Eric J. Fetzer; Bjorn Lambrigtsen; Annmarie Eldering; Hartmut H. Aumann; Moustafa T. Chahine

[1] We examine differences in total precipitable water vapor (PWV) from the Atmospheric Infrared Sounder (AIRS) and the Advanced Microwave Scanning Radiometer (AMSR-E) experiments sharing the Aqua spacecraft platform. Both systems provide estimates of PWV over water surfaces. We compare AIRS and AMSR-E PWV to constrain AIRS retrieval uncertainties as functions of AIRS retrieved infrared cloud fraction.
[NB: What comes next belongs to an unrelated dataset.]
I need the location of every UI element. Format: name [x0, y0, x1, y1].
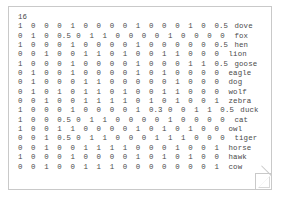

PWV differences between the two instruments vary only weakly with infrared cloud fraction up to about 70%. Maps of AIRS-AMSR-E PWV differences vary with location and season. Observational biases, when both instruments observe identical scenes, are generally less than 5%. Exceptions are in cold air outbreaks where AIRS is biased moist by 10-20% or 10-60% (depending on retrieval processing) and at high latitudes in winter where AIRS is dry by 5-10%. Sampling biases, from different sampling characteristics of AIRS and AMSR-E, vary in sign and magnitude. AIRS sampling is dry by up to 30% in most high-latitude regions but moist by 5-15% in subtropical stratus cloud belts. Over the northwest Pacific, AIRS samples conditions more moist than AMSR-E by a much as 60%. We hypothesize that both wet and dry sampling biases are due to the effects of clouds on the AIRS retrieval methodology. The sign and magnitude of these biases depend upon the types of cloud present and on the relationship between clouds and PWV. These results for PWV imply that climatologies of height-resolved water vapor from AIRS must take into consideration local meteorological processes affecting AIRS sampling.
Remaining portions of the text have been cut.